In the Wee Hours: Anxiety and the Nature of Comfort
At some point in the dark and wee hours last night, I got up, grabbed a flashlight, and lifted a floorboard to peer down into the bilge, bottom of our boat. I'd like to tell you why, because it's a huge part of why this endeavor is about so much more than "going sailing" for James and I.
James has recently been working on reconfiguring the plumbing of our fresh water system. Our hot water heater had, by design, a slight drip. James did not agree with this design (waste of water, and who wants unnecessary water dripping into the bilge?), so he is taking steps to eliminate it. This is a process, and has involved repeated attempts and layers of solution. He has been endlessly patient, spending hours crammed into the awkward engine compartment, teaching himself about plumbing from books and the internet, and bemoaning that American and European plumbing is not standardized. (Our boat is Swedish, so parts are metric and often hard to source in California.) He sometimes shouts EMBRACE THE SUCK. He sometimes mutters it under his breath. He is my hero.
Currently, we are waiting on some parts. There is still a drip. There is a bucket catching the drip. You can see the blue bucket in the engine room in the photo above.
Last night I was in bed, sleeping. I heard the water pump kick on a couple of times, which told me that water was dripping out of the system and being replaced. After a couple rounds of this, my sleepy mind kicked up some anxiety. This is a natural tendency of human bodies, especially those of 48 year old women -- some anxiety upon waking in the wee hours. My inner conversation last night went like this:
Anxiety: OMG HOW MUCH WATER IS THAT TANK LOSING?
Calm: There's a bucket under the drip, honey.
Anxiety: BUT WHAT IF IT OVERFLOWS?!
Calm: Then it will flow into the bilge, which is designed to catch water just like that.
Anxiety: HOW MUCH WATER CAN IT HOLD?!
Calm: Well, there's a pump in the bilge which will pump the water out if it hits the level of the sensors.
Anxiety: BILGE PUMPS CAN FAIL. WHAT IF OURS DOESN'T WORK? WHAT IF THAT'S HAPPENING RIGHT NOW?!?!

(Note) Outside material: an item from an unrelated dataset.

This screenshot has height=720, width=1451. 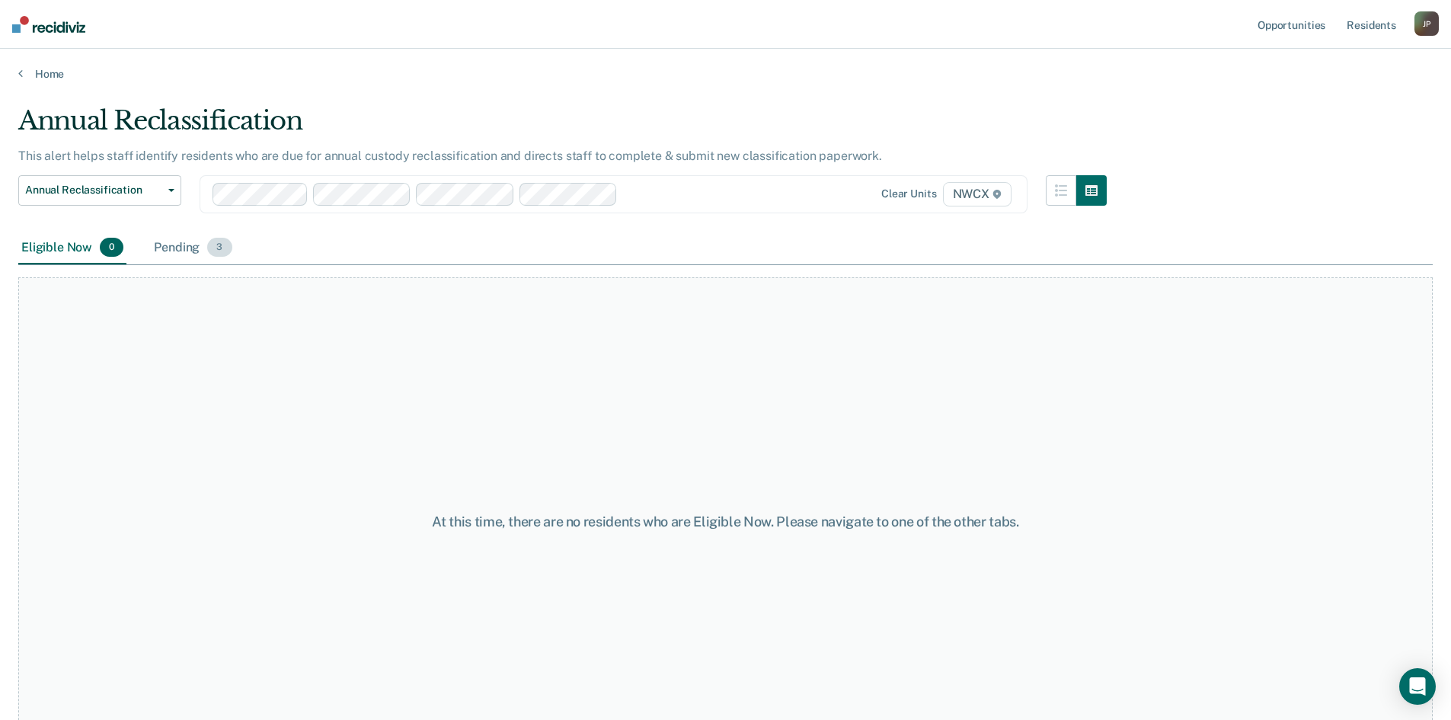 What do you see at coordinates (726, 522) in the screenshot?
I see `div: At this time, there are no residents who are Eligible Now. Please navigate to one of the other tabs.` at bounding box center [726, 522].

Calm: Well, let's just go see what's up so we can sleep, okay?
It was my turn to sleep against the hull, so I scampered quietly over James, went out into the saloon, and grabbed the flashlight in the dark from its standard place, appreciating how wonderful it was to be able to grab a flashlight silently in the dark. I peeked and saw that the bilge was dry as an old bone. I was able to return to bed and easily lull myself right back to sleep, happy that the bilge was dry, happy that I had known how to check, happy that I had known how to honor and settle my fear so easily. When the pump kicked on again later and I felt James wake, I whispered that I had checked the bilge and all was good. He muttered "Oh my gosh, you rock," and we both went back to sleep a bit longer.

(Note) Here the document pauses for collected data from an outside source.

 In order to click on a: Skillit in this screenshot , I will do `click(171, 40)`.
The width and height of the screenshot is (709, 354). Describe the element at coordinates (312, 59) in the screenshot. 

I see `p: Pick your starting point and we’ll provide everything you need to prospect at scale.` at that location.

When we tell people we are going adventuring on a boat that we live on, they often say how frightening this sounds, because it is not a familiar way to live, and that which is not familiar is often frightening. This story is a perfect example of why we love this life. On land, if anxiety hit in the middle of the night, it would likely spin about something that was beyond my control. And SO MUCH is no longer in our control in modern American urban lives. In the attempt to make life easier and more comfortable, people's lives have shifted more and more toward spending their time working at their jobs and hiring other people for all the other parts of their lives. Other people clean the house, repair the car, care for the children, fix the plumbing and the wiring and the roof and, and.... Often, now, in San Francisco, other people select your food, even chop your vegetables. Even the great human pleasure of feeding oneself is outsourced. There are apps where other people will park your car for you, pack your suitcase for you. Freeing you to... just work more and more, it seems! Everything is supposedly moving toward ease and comfort but honestly, no one seems more comfortable. Everyone is always talking about anxiety.
Modern Americans often hire away responsibility for the everyday maintenance of our lives because we think it will be easier, and we mistake ease for comfort. But in abdicating basic responsibility for ourselves, we lose our grounding. We feel adrift, and we spin, anxious, unconnected.
James and I believe that abdication of the basic maintenance of the means to survival is at the root of a lot of modern anxiety. We find that choosing a simpler/harder life in which we spend more of our time and effort working on the means of our existence makes us feel more grounded (in the happy metaphoric way, not the literal sailing boat-run-aground way), more connected, happier, more peaceful. When the worries hit in the middle of the night, I can shine a flashlight on them. I know how to do that.
We look forward to discussing this in depth over time. We'd love to hear how this resonates for you in the discussion!